As Oil Change International’s Sea Change Report found earlier this week, ‘carbon dioxide emissions from the oil, gas and coal in already-operating fields and mines globally will push the world far beyond 1.5°C of warming and will exhaust a 2°C carbon budget.’ The opening of any new reserves in Scotland, as anywhere else, would gravely exacerbate what is already an immediate crisis on a global scale.

BP has invested heavily in a lobbying campaign to suppress legislation that attempts to reduce global heating, in accordance with their aims to expand their gas and oil operations.

The OCI Sea Change Report found that ‘given the right policies, job creation in clean energy industries will exceed affected oil and gas jobs more than threefold’.

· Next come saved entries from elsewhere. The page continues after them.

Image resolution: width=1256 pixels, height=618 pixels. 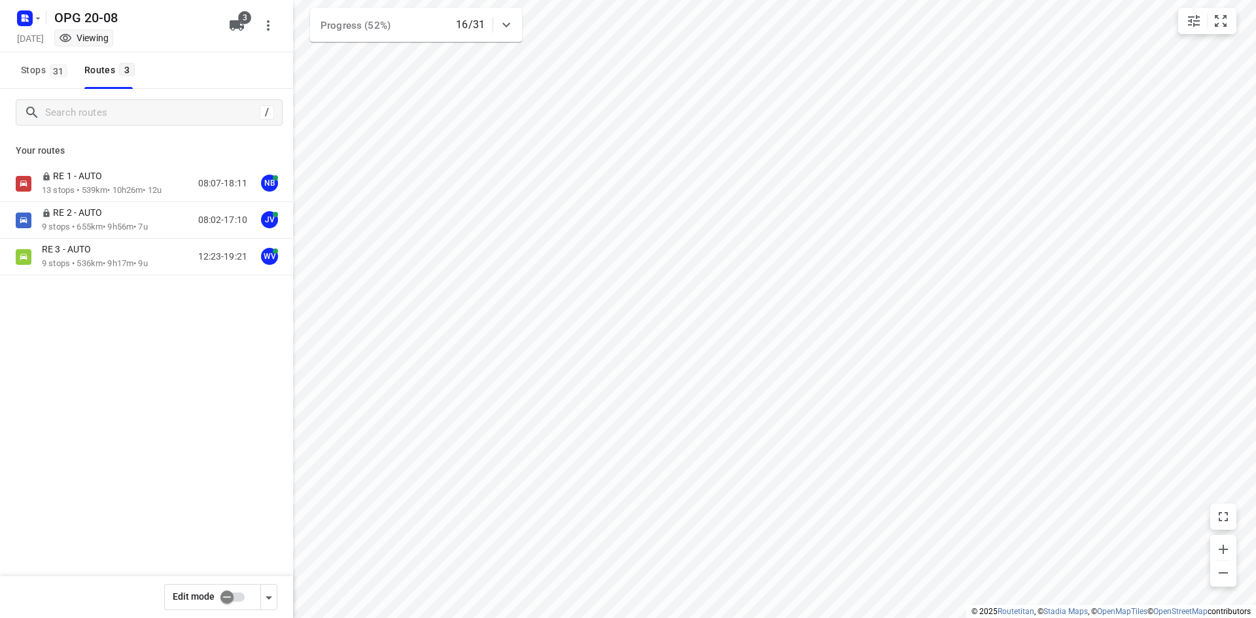 What do you see at coordinates (1016, 612) in the screenshot?
I see `a: Routetitan` at bounding box center [1016, 612].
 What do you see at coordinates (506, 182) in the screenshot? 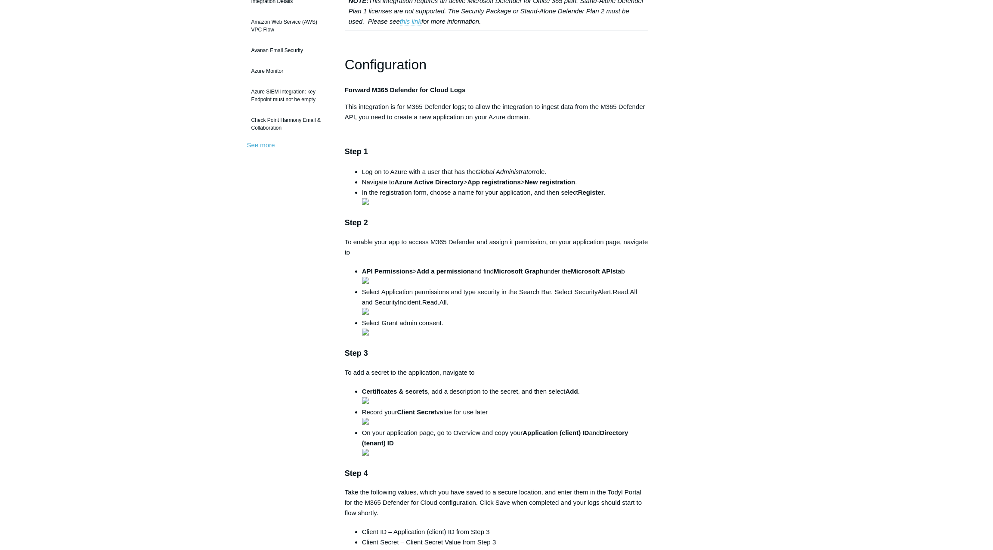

John Bolland, 61, former oil worker, Aberdeen: “I am here today because the compelling weight of scientific evidence demonstrates that we are running out of time. Personally, I worked in the oil & gas industry for over 30 years and earned a living from it. I accept I share the blame. We have known for years that the impact of fossil fuel extraction was damaging the planet and our children’s future. But, it’s too easy to put off the big and necessary changes. Beyond Petroleum…what happened to that?! And too easy to think you can change things from the inside. We can’t change this gradually from the inside. It has to stop and it has to stop now. So this is the new beginning. For our children and grandchildren. Their parents here, myself included, have driven the planet too close to catastrophic tipping points. People in this AGM, probably people I used to work with and for, are playing Russian roulette with their lives… and with most of the chambers loaded.”

Amy Marshall, 38, artist, Fort William: “I am utterly terrified about the unfolding climate disaster and ecological collapse. The destruction of wildlife and the wonders of nature is on a scale of magnitude that is almost too awful to grasp. The natural systems that sequester carbon are being destroyed, or are themselves under threat from rising temperatures, and may cease to function. Hearing of those who have already lost their lives or their precious children to wildfires or cyclones fills me with sorrow and despair, and makes me cling to my own two small children, fearful for our future. Governments and society seem incapable of changing quickly enough to halt our extinction. The only shred of hope I have is in Extinction Rebellion, and the idea that we can radically change our system of government. We could have a better democracy, where Citizen’s Assemblies make decisions on climate change, free from oil interests. That is why I am out here today, dressed for a funeral: to highlight the true cost of oil, what we are losing, and the danger of leaving decisions up to politicians who are in thrall to the oil industry.”

Paul Mather, 43, geography teacher, Aberdeen: “Our climate is breaking down around us. The warnings given by the scientific community have been stark and clear. We must act now, decisively and with immense urgency to stop extracting and burning fossil fuels. As a company which profits from a product that threatens our very existence, BP is in a pivotal position to help us protect ourselves. There is a moral imperative for BP to keep its fossil fuel assets in the ground.”

Andrew Squire, 64, architect, Fort William: “I’m part of the BP protest primarily because I have two young grandchildren and I am terrified for their future and that of their generation, if the environment continues to be wrecked by massively wealthy corporations in their endless quest for greater profits.”

BP have consistently demonstrated that their culpability exceeds mere negligence. Extinction Rebellion demands that the British Government hold them and others like them to account for their actions, and prohibit further exploration of natural gas and oil reserves.

Extinction Rebellion Scotland will continue to campaign for a rapid and just transition to renewable energy sources to reduce CO2 emissions to net zero in the UK by 2025. Meeting this objective requires an end to further use of harmful energy sources such as offshore oil and gas.